The Right Stuff – QuantMinds 2018 Main Conference Day 1

Tom Wolfe died yesterday; in “The Right Stuff”, there’s a contrast between the test pilots at the Edwards Air Force Base and the astronauts selected for Project Mercury; while the test pilots where in control of their planes (until they pushed the envelope too far), the astronauts were not in control of their capsules – indeed, their fate was determined by the ground control decisions, gravity and the circumstances of the launch.

In a certain way, the shift from modeling to learning evident in today’s presentations has some parallels with the right stuff … while the model designers have to deal with issues like ensuing convergence or no-arbitrage while walking the razor-thin path between tractability and explanatory power, there’s something more akin to the role of a passenger riding through an interpolated orbit as one learns its way from past data.

A good reminder of this came with the opening presentation, where Gerd Gigerenzer discussed real world heuristics vs theory and complexity. This is best exemplified by the gaze heuristic. His research program includes:

-The Adaptive Toolbox (What are the heuristics we use, their building blocks, and the evolved capacities they exploit?)

-Ecological Rationality (What types of environments does a given heuristic work in?)

-Intuitive Design (How can heuristics and environments be designed to improve decision making?)

A good anecdote about Markowitz’s own personal portfolio allocation rule (1/N) helps to bring home these points.

Stefano Pasquali (BlackRock) discussed how the machine learning framework for liquidity risk management was implemented; my favourite slides (when and how to use machine learning, a posssible application of transfer learning) are below:

The “Frontiers in big data, machine learning and supercomputing” panel had brief presentations from the debaters; some interesting points from Marcos López de Prado on the applications of machine learning in finance: hierarchical estimates instead of covariance matrices, detection of structural breaks (particularly useful in countries like Brazil, where such breaks are rather frequent), bet sizing (meta labeling), feature importance and the detection of false investment strategies; Horst Simon stressed the importance of a balanced team when working with today’s data processing challenges.

For a critical answer to López de Prado, please see Michael Harris here: https://medium.com/@mikeharrisNY/how-some-academics-misguide-traders-and-hedge-funds-b0bfd7e12a99

Alexander Giese presented on Trade Anomaly detection; I like the auto-encoder and local outlier factor approaches for finding outliers (the problem of classifying performance among a diverse – in scale – group is similar to the local outlier approach).

Lorenzo Bergomi, the author of the must-read Stochastic Volatility Modeling ( https://www.lorenzobergomi.com/ ), developed an interesting way of breaking down theta for exotic options portfolios while also pointing out that you need to work within the same Monte Carlo simulations for theta (avoid building one calculation for the price today and another – even with the same random numbers – for the price tomorrow); this is critical for longer-dated options, which have a small theta.

Vacslav Glukhov showed how JP Morgan implemented a self-learning agent with focus on limit order placement, instead of working with the traditional dynamic programming approach:

Rama Cont presented his paper “Universal Features of Price Formation in Financial Markets: Perspectives From Deep Learning” https://papers.ssrn.com/sol3/papers.cfm?abstract_id=3141294 ; interesting results on on the model trained on all stocks outperforming the model trained on each stock.

Michael Steliaros had a lot of data the evolution of liquidity on different markets, from intraday volume profiles (please note the increasing importance and pull of the close):

To the breakdown of daily volatility into intraday vs overnight volatility:

At the same time slot, Michael Benzaquen from Écolpe Polytechnique ( http://www.off-ladhyx.polytechnique.fr/people/benzaquen/pages/publications.html ) discussed the “Recent progress in impact dynamics”; this talk featured information from “Dissecting cross-impact on stock markets: An empirical analysis” and “Unravelling the trading invariance hypothesis”.

In “Rethinking Market Impact”, Rama Cont questioned the roles that metaorder size and duration play in market impact:

An interesting day, and more commentary on these and other presentations at the end of the week.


__Your goal__. With images excluded, write out each entry below exactly as given.

Figure record listings
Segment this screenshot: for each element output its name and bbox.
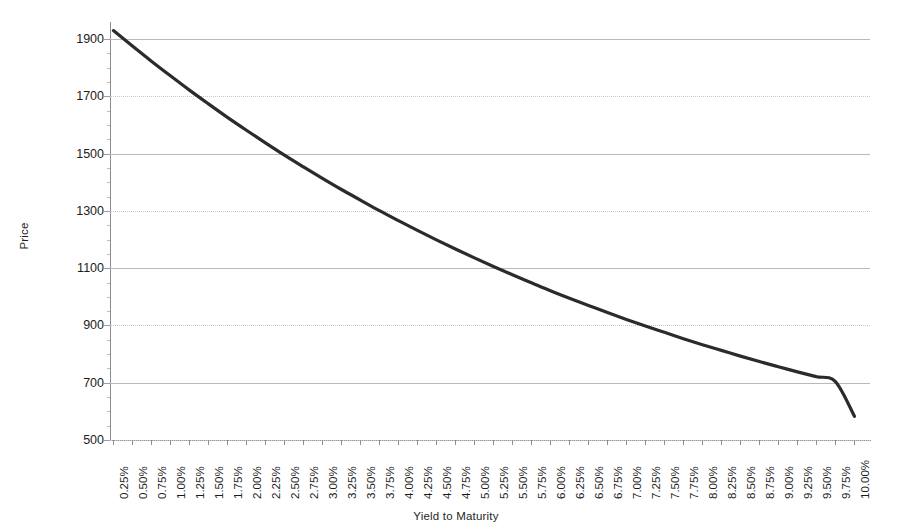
x-tick-mark xyxy=(341,440,342,445)
x-tick-label: 1.00% xyxy=(175,466,187,499)
y-minor-tick-mark xyxy=(107,168,110,169)
y-minor-tick-mark xyxy=(107,340,110,341)
x-tick-mark xyxy=(588,440,589,445)
x-tick-mark xyxy=(759,440,760,445)
y-minor-tick-mark xyxy=(107,354,110,355)
x-tick-mark xyxy=(512,440,513,445)
price-curve-path xyxy=(113,31,854,417)
x-tick-label: 2.50% xyxy=(289,466,301,499)
x-tick-mark xyxy=(303,440,304,445)
y-tick-mark xyxy=(104,211,110,212)
y-tick-label: 1700 xyxy=(58,89,104,103)
x-tick-mark xyxy=(284,440,285,445)
y-tick-label: 1500 xyxy=(58,147,104,161)
x-tick-mark xyxy=(854,440,855,445)
x-tick-mark xyxy=(740,440,741,445)
y-minor-tick-mark xyxy=(107,53,110,54)
x-tick-label: 9.00% xyxy=(783,466,795,499)
x-tick-label: 7.50% xyxy=(669,466,681,499)
y-axis-tick-labels: 50070090011001300150017001900 xyxy=(52,0,104,529)
x-tick-mark xyxy=(132,440,133,445)
x-tick-label: 0.50% xyxy=(137,466,149,499)
y-minor-tick-mark xyxy=(107,283,110,284)
x-tick-mark xyxy=(151,440,152,445)
x-tick-mark xyxy=(721,440,722,445)
x-tick-mark xyxy=(417,440,418,445)
y-minor-tick-mark xyxy=(107,139,110,140)
x-tick-mark xyxy=(322,440,323,445)
x-tick-label: 6.25% xyxy=(574,466,586,499)
y-tick-mark xyxy=(104,154,110,155)
x-tick-mark xyxy=(816,440,817,445)
x-tick-mark xyxy=(493,440,494,445)
x-tick-label: 2.00% xyxy=(251,466,263,499)
x-tick-label: 8.75% xyxy=(764,466,776,499)
x-tick-mark xyxy=(835,440,836,445)
x-tick-mark xyxy=(645,440,646,445)
y-minor-tick-mark xyxy=(107,225,110,226)
y-minor-tick-mark xyxy=(107,68,110,69)
y-tick-label: 1300 xyxy=(58,204,104,218)
y-tick-mark xyxy=(104,325,110,326)
x-tick-label: 9.75% xyxy=(840,466,852,499)
y-tick-label: 700 xyxy=(58,376,104,390)
y-tick-mark xyxy=(104,96,110,97)
y-tick-mark xyxy=(104,39,110,40)
x-tick-label: 9.50% xyxy=(821,466,833,499)
x-tick-label: 8.25% xyxy=(726,466,738,499)
price-yield-chart: Price 50070090011001300150017001900 0.25… xyxy=(0,0,912,529)
x-axis-title: Yield to Maturity xyxy=(0,510,912,522)
y-minor-tick-mark xyxy=(107,297,110,298)
y-minor-tick-mark xyxy=(107,125,110,126)
x-tick-label: 1.75% xyxy=(232,466,244,499)
x-tick-mark xyxy=(227,440,228,445)
x-tick-mark xyxy=(208,440,209,445)
x-tick-mark xyxy=(569,440,570,445)
x-tick-mark xyxy=(702,440,703,445)
x-tick-label: 7.25% xyxy=(650,466,662,499)
x-tick-label: 7.00% xyxy=(631,466,643,499)
y-minor-tick-mark xyxy=(107,426,110,427)
x-tick-mark xyxy=(360,440,361,445)
y-minor-tick-mark xyxy=(107,254,110,255)
y-minor-tick-mark xyxy=(107,111,110,112)
x-tick-label: 6.75% xyxy=(612,466,624,499)
x-tick-mark xyxy=(113,440,114,445)
y-minor-tick-mark xyxy=(107,397,110,398)
x-tick-label: 3.75% xyxy=(384,466,396,499)
y-axis-title: Price xyxy=(18,196,30,276)
x-tick-label: 1.25% xyxy=(194,466,206,499)
y-tick-mark xyxy=(104,440,110,441)
y-tick-mark xyxy=(104,268,110,269)
x-tick-mark xyxy=(170,440,171,445)
x-tick-label: 2.75% xyxy=(308,466,320,499)
x-tick-label: 0.75% xyxy=(156,466,168,499)
x-tick-label: 3.50% xyxy=(365,466,377,499)
x-tick-mark xyxy=(455,440,456,445)
y-tick-label: 500 xyxy=(58,433,104,447)
x-tick-mark xyxy=(436,440,437,445)
y-minor-tick-mark xyxy=(107,82,110,83)
x-axis-tick-labels: 0.25%0.50%0.75%1.00%1.25%1.50%1.75%2.00%… xyxy=(110,447,872,503)
x-tick-mark xyxy=(265,440,266,445)
x-tick-label: 8.00% xyxy=(707,466,719,499)
x-tick-mark xyxy=(550,440,551,445)
x-tick-mark xyxy=(778,440,779,445)
x-tick-label: 3.00% xyxy=(327,466,339,499)
x-tick-mark xyxy=(246,440,247,445)
y-minor-tick-mark xyxy=(107,240,110,241)
x-tick-mark xyxy=(797,440,798,445)
x-tick-label: 5.00% xyxy=(479,466,491,499)
x-tick-label: 2.25% xyxy=(270,466,282,499)
price-curve xyxy=(110,22,870,440)
x-tick-label: 10.00% xyxy=(859,460,871,499)
x-tick-mark xyxy=(531,440,532,445)
x-tick-label: 4.50% xyxy=(441,466,453,499)
x-tick-mark xyxy=(626,440,627,445)
x-tick-label: 0.25% xyxy=(118,466,130,499)
y-minor-tick-mark xyxy=(107,368,110,369)
x-tick-label: 3.25% xyxy=(346,466,358,499)
x-tick-label: 4.00% xyxy=(403,466,415,499)
x-tick-label: 6.50% xyxy=(593,466,605,499)
x-tick-label: 7.75% xyxy=(688,466,700,499)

__Result of this task__.
Segment this screenshot: for each element output its name and bbox.
x-tick-mark xyxy=(341,440,342,445)
x-tick-label: 1.00% xyxy=(175,466,187,499)
y-minor-tick-mark xyxy=(107,168,110,169)
y-minor-tick-mark xyxy=(107,340,110,341)
x-tick-mark xyxy=(588,440,589,445)
x-tick-mark xyxy=(759,440,760,445)
y-minor-tick-mark xyxy=(107,354,110,355)
x-tick-mark xyxy=(512,440,513,445)
price-curve-path xyxy=(113,31,854,417)
x-tick-label: 2.50% xyxy=(289,466,301,499)
x-tick-mark xyxy=(303,440,304,445)
y-tick-mark xyxy=(104,211,110,212)
y-tick-label: 1700 xyxy=(58,89,104,103)
x-tick-mark xyxy=(284,440,285,445)
y-tick-label: 1500 xyxy=(58,147,104,161)
x-tick-mark xyxy=(854,440,855,445)
x-tick-mark xyxy=(740,440,741,445)
y-minor-tick-mark xyxy=(107,53,110,54)
x-tick-label: 9.00% xyxy=(783,466,795,499)
x-tick-label: 7.50% xyxy=(669,466,681,499)
y-axis-tick-labels: 50070090011001300150017001900 xyxy=(52,0,104,529)
x-tick-mark xyxy=(132,440,133,445)
x-tick-label: 0.50% xyxy=(137,466,149,499)
y-minor-tick-mark xyxy=(107,283,110,284)
x-tick-mark xyxy=(151,440,152,445)
x-tick-mark xyxy=(721,440,722,445)
x-tick-mark xyxy=(417,440,418,445)
y-minor-tick-mark xyxy=(107,139,110,140)
x-tick-mark xyxy=(322,440,323,445)
x-tick-label: 6.25% xyxy=(574,466,586,499)
y-tick-mark xyxy=(104,154,110,155)
x-tick-mark xyxy=(816,440,817,445)
x-tick-mark xyxy=(493,440,494,445)
x-tick-label: 2.00% xyxy=(251,466,263,499)
x-tick-label: 8.75% xyxy=(764,466,776,499)
x-tick-mark xyxy=(835,440,836,445)
x-tick-mark xyxy=(645,440,646,445)
y-minor-tick-mark xyxy=(107,225,110,226)
y-minor-tick-mark xyxy=(107,68,110,69)
y-tick-label: 1300 xyxy=(58,204,104,218)
y-tick-mark xyxy=(104,325,110,326)
x-tick-label: 9.75% xyxy=(840,466,852,499)
y-tick-label: 700 xyxy=(58,376,104,390)
y-tick-mark xyxy=(104,96,110,97)
y-tick-mark xyxy=(104,39,110,40)
x-tick-label: 9.50% xyxy=(821,466,833,499)
x-tick-label: 8.25% xyxy=(726,466,738,499)
price-yield-chart: Price 50070090011001300150017001900 0.25… xyxy=(0,0,912,529)
x-axis-title: Yield to Maturity xyxy=(0,510,912,522)
y-minor-tick-mark xyxy=(107,297,110,298)
y-minor-tick-mark xyxy=(107,125,110,126)
x-tick-label: 1.75% xyxy=(232,466,244,499)
x-tick-mark xyxy=(227,440,228,445)
x-tick-mark xyxy=(208,440,209,445)
x-tick-mark xyxy=(569,440,570,445)
x-tick-mark xyxy=(702,440,703,445)
x-tick-label: 7.25% xyxy=(650,466,662,499)
x-tick-label: 7.00% xyxy=(631,466,643,499)
y-minor-tick-mark xyxy=(107,426,110,427)
x-tick-mark xyxy=(360,440,361,445)
y-minor-tick-mark xyxy=(107,254,110,255)
y-minor-tick-mark xyxy=(107,111,110,112)
x-tick-label: 6.75% xyxy=(612,466,624,499)
x-tick-mark xyxy=(113,440,114,445)
y-minor-tick-mark xyxy=(107,397,110,398)
x-tick-label: 3.75% xyxy=(384,466,396,499)
y-axis-title: Price xyxy=(18,196,30,276)
x-tick-label: 1.25% xyxy=(194,466,206,499)
y-tick-mark xyxy=(104,440,110,441)
y-tick-mark xyxy=(104,268,110,269)
x-tick-mark xyxy=(170,440,171,445)
x-tick-label: 2.75% xyxy=(308,466,320,499)
x-tick-label: 0.75% xyxy=(156,466,168,499)
x-tick-label: 3.50% xyxy=(365,466,377,499)
x-tick-mark xyxy=(455,440,456,445)
y-tick-label: 500 xyxy=(58,433,104,447)
x-tick-mark xyxy=(436,440,437,445)
y-minor-tick-mark xyxy=(107,82,110,83)
x-axis-tick-labels: 0.25%0.50%0.75%1.00%1.25%1.50%1.75%2.00%… xyxy=(110,447,872,503)
x-tick-mark xyxy=(265,440,266,445)
x-tick-label: 8.00% xyxy=(707,466,719,499)
x-tick-mark xyxy=(550,440,551,445)
x-tick-mark xyxy=(778,440,779,445)
x-tick-label: 3.00% xyxy=(327,466,339,499)
x-tick-mark xyxy=(246,440,247,445)
y-minor-tick-mark xyxy=(107,240,110,241)
x-tick-mark xyxy=(797,440,798,445)
x-tick-label: 5.00% xyxy=(479,466,491,499)
x-tick-label: 2.25% xyxy=(270,466,282,499)
price-curve xyxy=(110,22,870,440)
x-tick-label: 10.00% xyxy=(859,460,871,499)
x-tick-mark xyxy=(531,440,532,445)
x-tick-label: 4.50% xyxy=(441,466,453,499)
x-tick-mark xyxy=(626,440,627,445)
x-tick-label: 0.25% xyxy=(118,466,130,499)
y-minor-tick-mark xyxy=(107,368,110,369)
x-tick-label: 3.25% xyxy=(346,466,358,499)
x-tick-label: 4.00% xyxy=(403,466,415,499)
x-tick-label: 6.50% xyxy=(593,466,605,499)
x-tick-label: 7.75% xyxy=(688,466,700,499)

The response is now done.